Paul J.J. Sinclair (1949-2023): a tribute

My first acquaintance with Paul goes back to an early South African Archaeological Society meeting in 1975, when Professor Revil Mason at Wits provided informal guidance to our incipient archaeological work.  Mozambique had recently became independent and a few of us (namely Ricardo T. Duarte, who soon founded the Antiquities Services, and Teresa Cruz e Silva, who joined the emerging Center for African Studies) were passionately setting up the first Archaeological Unit under the National Research Institute. During our Cape Town meeting Paul expressed his wish to come to us, but at the time we could not offer him a job. He therefore went to Rhodesia to take up a curatorial position at Great Zimbabwe, and soon thereafter made me aware that he did not have much time before he would be forced into compulsory military service in Ian Smith’s army.  

A timely blessing: in haste I managed to have an employment contract approved and I wrote to Paul accordingly, asking him to bear with us for a bit longer until the whole (complicated) paperwork could be formalised … to realise –in a matter of days– through an urgent telephone call from the Mozambican Border Police, that "there was a man at the Naamacha Swaziland border driving a shabby Rhodesian-registered Land Rover, claiming that he had been offered a job at Eduardo Mondlane University". I asked the officer to please wait until later in the day (they were threatening to arrest the undocumented intruder!) before being able to rush to the border authorities with an official paper testifying in his favour… Fast forward: you would not be surprised, knowing Paul, that no matter repeated appeals, he decided to keep unaltered his unique Land Rover with arch-enemy’s number plates for many, many years, in fact throughout the war with Rhodesia and South Africa… And so it was that soon after taking up residence, being particularly social and joyful as only Paul could be, he quickly adapted to a new language, society and the recurrent pains of living in times of atrocious food shortage, regional bloodshed and –soon after– the horrible mozambican civil war leading up to a million casualties. But I do not recall hearing a word of complaint: Paul had a remarkable sense of belonging and identity, moral courage and generosity, qualities hard to find.
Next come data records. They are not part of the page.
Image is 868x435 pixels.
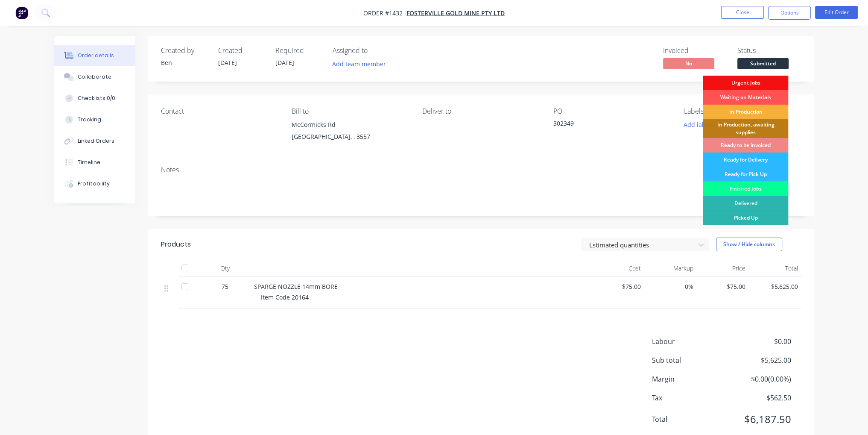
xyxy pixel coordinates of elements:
div: Finished Jobs [703,182,788,196]
div: Waiting on Materials [703,90,788,104]
div: Ben [161,58,208,67]
span: Labour [652,336,728,346]
span: Submitted [737,58,789,69]
button: Collaborate [54,66,135,87]
span: Tax [652,392,728,403]
span: $562.50 [727,392,791,403]
div: In Production, awaiting supplies [703,119,788,138]
button: Add team member [332,58,391,70]
a: Fosterville Gold Mine Pty Ltd [406,9,504,17]
div: Ready for Delivery [703,152,788,167]
button: Add labels [679,119,718,130]
div: Timeline [78,159,100,166]
button: Submitted [737,58,789,71]
button: Timeline [54,152,135,173]
button: Linked Orders [54,130,135,152]
div: PO [553,107,670,115]
div: Profitability [78,180,110,188]
span: [DATE] [218,58,237,66]
div: Products [161,239,191,249]
img: Factory [16,6,28,19]
div: Cost [592,260,645,277]
button: Order details [54,45,135,66]
button: Close [721,6,764,19]
div: Notes [161,166,801,174]
div: McCormicks Rd[GEOGRAPHIC_DATA], , 3557 [292,119,408,146]
span: Total [652,414,728,424]
div: Labels [684,107,801,115]
div: Price [697,260,750,277]
button: Edit Order [815,6,858,19]
div: Markup [644,260,697,277]
div: Picked Up [703,211,788,225]
div: Bill to [292,107,408,115]
div: Checklists 0/0 [78,94,115,102]
div: Contact [161,107,278,115]
span: $75.00 [700,282,745,291]
div: Deliver to [422,107,539,115]
div: In Production [703,104,788,119]
span: 75 [221,282,228,291]
span: $0.00 ( 0.00 %) [727,374,791,384]
span: [DATE] [276,58,294,66]
button: Options [768,6,810,20]
span: Margin [652,374,728,384]
span: No [663,58,714,69]
button: Checklists 0/0 [54,87,135,109]
div: Ready for Pick Up [703,167,788,182]
button: Tracking [54,109,135,130]
span: 0% [647,282,693,291]
div: Created [218,47,265,55]
div: Qty [199,260,251,277]
span: Item Code 20164 [261,293,309,301]
div: Delivered [703,196,788,211]
span: $75.00 [596,282,641,291]
span: Sub total [652,355,728,365]
div: Order details [78,51,114,60]
div: Linked Orders [78,137,114,145]
span: $6,187.50 [727,411,791,427]
span: $0.00 [727,336,791,346]
div: Collaborate [78,73,112,81]
div: Assigned to [332,47,418,55]
div: Required [276,47,322,55]
div: Ready to be invoiced [703,138,788,152]
span: $5,625.00 [727,355,791,365]
span: Order #1432 - [364,9,406,17]
button: Profitability [54,173,135,194]
div: McCormicks Rd [292,119,408,131]
div: Tracking [78,116,101,123]
div: 302349 [553,119,660,131]
div: [GEOGRAPHIC_DATA], , 3557 [292,131,408,143]
button: Add team member [328,58,390,70]
span: SPARGE NOZZLE 14mm BORE [254,283,338,291]
div: Status [737,47,801,55]
div: Created by [161,47,208,55]
div: Urgent Jobs [703,76,788,90]
div: Invoiced [663,47,727,55]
His rather rebellious and resilient nature, I later found out, ran in his veins from Scottish and Polish ancestry.

Paul and I excavated the Zimbabwe at Manyikeni in warfare days, even when landmines were being planted by Rhodesian forces not far away from the site we were excavating and where one of their helicopters once flew over us to make sure we did not pose a military threat. We were lucky and determined; and particularly it mattered much that Paul set loyalty and courage above all considerations. It was in Maputo, in the late 70’s  that he met the love of his life, Amelie (working as an agronomist in northern Mozambique, before moving back to Maputo where they married in April 1979, and where Leszek, their first child, was born). And the rest is history, which many of you shared with him later on in Uppsala and beyond, where he carried on being recognised by his gaiety, unselfishness, and humour. Above any other person I’ve met, Paul was particularly gifted and instrumental in organising critical funding, which allowed many institutions and individuals to expand their scientific skills for the benefit of archaeological excellence in the developing world.

I will be eternally grateful to Paul for having made his Swedish family my family (as I once had done for him), particularly during the worst time of my life when, for personal and painful reasons, I choose to leave Mozambique; and for sharing with me so many of his own friends and colleagues when he invited me to join him as a guest researcher at Uppsala (1985-87). I am enormously grateful that he led me to Ray Inskeep’s academic supervision in Oxford (Ray had taught him in Cape Town along with John Parkington). With Paul and Ray, and many of you reading this note, I always felt blessed by empathy and acceptance, kindness and a strong sense of fellowship. When (read ‘often’) in trouble, Paul and I used to remind ourselves of the Portuguese saying that ’Neither good nor evil can last forever’; and that a country without its past is doomed to live in everlasting exile and oblivion. Time and again we fought hard to have archaeology recognised as a national priority deserving academic dignity, often against totalitarian forces favouring marxist-oriented disciplines of a more ‘pragmatic’ nature; and above all, we struggled hard and firm for the survival of the Department of Archaeology and Anthropology we had created. But ultimately decisive, Paul, against all odds, always kept a remarkable sense of mission and dedication, a quality that made him a beloved leader and an outstanding mentor. He will be deeply missed…

... Yet, a glowing light never fades away: as I look up to the wintry sky - faraway and still so near - I recognise a wonderful new star lighting-up our paths and encouraging our own brief journey

Photo: Paul in his Scottish outfit, seated and cuddled up by Amelie's arm, at Anki de Morais' painting exhibition ('The Colours of my Heart') in the Old City, Stockholm, 27 November 2021.